GRADUAL INTERVIEW
SPOILER WARNING!   ..........   Spoilers - The Runes of the Earth
Nathan R. Eddy:  Mr. Donaldson,

You recently answered a question about Linden needing the Staff of Law in Runes. I'm the one who stirred up things on the Watch with regards to this issue. I hope you don't mind if I take your response as an opportunity to clarify my question.

I agree that it is obvious why *you,* as the author, need Linden to get the Staff (it is linked to her thematically and literally, suiting both her role in the overall story arc as wells as her particular talents as a character). What I thought was absent from the text was an explicit description of Linden *herself* knowing why she needs it.

After pages of debate, the best quote I've seen pertained to the exact issue you raised in your answer: that she needs power, but can't risk using the ring. Specifically, you had Linden say in Runes: "Maybe I can rescue him with wild magic, maybe I can't. But I can't do it without risking the Arch, and that's too dangerous. I need the Staff. Otherwise I might do enough harm to end the Earth."

While this is indeed evidence that Linden has a specific reason for taking the great risks necessary to regain the Staff, I don't understand those reasons. For example, Covenant was apparently able to confront Foul in the 1st Chronicles without endangering the Arch. In addition, Linden is much more precise in her mastery of the ring than Covenant ever was (using it to heal Giants, Haruchai, to create a stable ceasure, etc.).

One final source of confusion for me is your assertion that she wants the Staff to save the Land. Yet, in Runes, you give us the impression that Linden will risk anything--even the Land--in order to regain her son (hence the risky way she regains the Staff). Specifically, you wrote in Runes: "She had lost her son, and would dare any devastation to win him back. In her scales, he outweighed the life of worlds." Thus, I thought it was your purpose to use this as a source of tension and suspense, to turn our expectation of Linden once again being a "savior" (or at least a "healer") on its head by using her actions as an unintensonal source of danger.

Can you help me sort this out? Thanks!

Nathan.

There seems to be a fair amount of confusion about this. You’re not the only one posting questions on the subject. And yet…I’m completely baffled. How is not obvious--from Linden’s POV, not mine--that she needs the Staff of Law?

Let’s ignore the fact that Covenant *told* her she needs the Staff. Her driving goal is to rescue her son: a far more concrete and (in the context of the story) realistic objective than, say, defeating the Despiser. But LF has Jeremiah. She can’t expect to wrest her son free with a few harsh words and a meaningful glance. So she needs power: that’s a given.

But she has power: white gold. You say her control over it is more precise than Covenant’s was. I say her ability to use it *at all* is more arduous and tenuous than his ever was (e.g. Esmer’s mere presence blocks it). (In the first trilogy, Covenant was inhibited by his Unbelief, not by anything inherent to his relationship with white gold.) You say “Covenant was apparently able to confront Foul in the 1st Chronicles without endangering the Arch.” I say, No, he destroyed the Illearth Stone. That’s not the same thing. I say Linden knows that wild magic tends to scale out of control; that every use of it makes it more difficult to control. And I say that wild magic is *exactly* the power LF *wants* his enemies to use against him (because of the threat to the Arch: part of Covenant’s triumph in the first trilogy is that he did NOT confront LF with wild magic directly). He wins if he can just get someone, anyone, to attack him hard enough with wild magic. And Linden is smart enough to know how dangerous her position is.

Meanwhile she can see at least a theoretical possibility of recovering the Staff of Law. As other readers have pointed out, the Staff is known to be inadequate against Despite. But remember that Linden’s goal is to rescue Jeremiah, not defeat LF. (Not that she would *object* to defeating LF, or would refuse to do so if she got the chance. But for her that’s a secondary issue.) So. There’s a great power that suits her (she made it, after all), that she knows she can use effectively, that is inherently incapable of giving LF what he wants, and that she has good reason to think is essential to the Land’s survival (and I do not mean LF’s defeat: LF’s defeat and the Land’s survival are not automatically the same thing; but the Land *is* threatened by Falls, against which the Staff is the perfect defense). What sane person who shared her goals would *not* want to retrieve the Staff?

And by the way: of *course* Linden wants to preserve, even save, the Land. That may not be her driving goal, but she does *care* about it. How could she not?

(Incidentally, I stand by my nuclear bomb/ high-powered rifle analogy. White gold has the capacity to destroy everything: the Staff can be used with immense precision.)

Of course, it’s possible--even likely--that the author failed to explain any of this clearly in “The Runes of the Earth.” <sigh> “Leaving out the obvious” is a problem which never ceases to bedevil me. And, I assume, other people in my position.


YOUR GOAL »
The entries below should be quoted exactly, with no pictures carried over.

[Data tied to figure images]
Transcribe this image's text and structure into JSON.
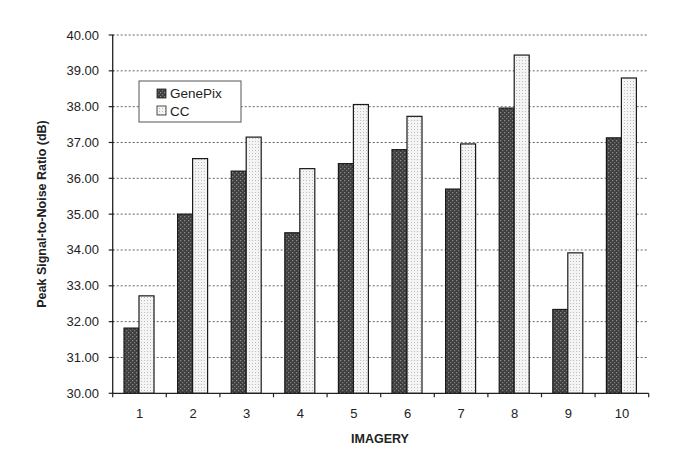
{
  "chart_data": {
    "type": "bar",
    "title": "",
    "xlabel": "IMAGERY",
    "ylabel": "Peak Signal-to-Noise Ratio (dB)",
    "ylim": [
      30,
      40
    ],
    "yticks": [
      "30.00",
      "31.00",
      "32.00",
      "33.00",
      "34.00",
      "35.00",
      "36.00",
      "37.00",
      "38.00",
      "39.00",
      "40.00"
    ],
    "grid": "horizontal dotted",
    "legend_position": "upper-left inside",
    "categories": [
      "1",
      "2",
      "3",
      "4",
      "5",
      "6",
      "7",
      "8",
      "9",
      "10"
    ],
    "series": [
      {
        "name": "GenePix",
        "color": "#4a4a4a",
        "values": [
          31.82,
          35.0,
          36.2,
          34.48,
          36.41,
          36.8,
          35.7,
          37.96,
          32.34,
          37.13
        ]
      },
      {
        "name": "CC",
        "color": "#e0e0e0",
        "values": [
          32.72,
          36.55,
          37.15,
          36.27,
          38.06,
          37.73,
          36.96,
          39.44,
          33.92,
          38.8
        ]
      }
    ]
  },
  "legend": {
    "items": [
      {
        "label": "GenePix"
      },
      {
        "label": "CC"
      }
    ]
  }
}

OUTPUT »
Transcribe this image's text and structure into JSON.
{
  "chart_data": {
    "type": "bar",
    "title": "",
    "xlabel": "IMAGERY",
    "ylabel": "Peak Signal-to-Noise Ratio (dB)",
    "ylim": [
      30,
      40
    ],
    "yticks": [
      "30.00",
      "31.00",
      "32.00",
      "33.00",
      "34.00",
      "35.00",
      "36.00",
      "37.00",
      "38.00",
      "39.00",
      "40.00"
    ],
    "grid": "horizontal dotted",
    "legend_position": "upper-left inside",
    "categories": [
      "1",
      "2",
      "3",
      "4",
      "5",
      "6",
      "7",
      "8",
      "9",
      "10"
    ],
    "series": [
      {
        "name": "GenePix",
        "color": "#4a4a4a",
        "values": [
          31.82,
          35.0,
          36.2,
          34.48,
          36.41,
          36.8,
          35.7,
          37.96,
          32.34,
          37.13
        ]
      },
      {
        "name": "CC",
        "color": "#e0e0e0",
        "values": [
          32.72,
          36.55,
          37.15,
          36.27,
          38.06,
          37.73,
          36.96,
          39.44,
          33.92,
          38.8
        ]
      }
    ]
  },
  "legend": {
    "items": [
      {
        "label": "GenePix"
      },
      {
        "label": "CC"
      }
    ]
  }
}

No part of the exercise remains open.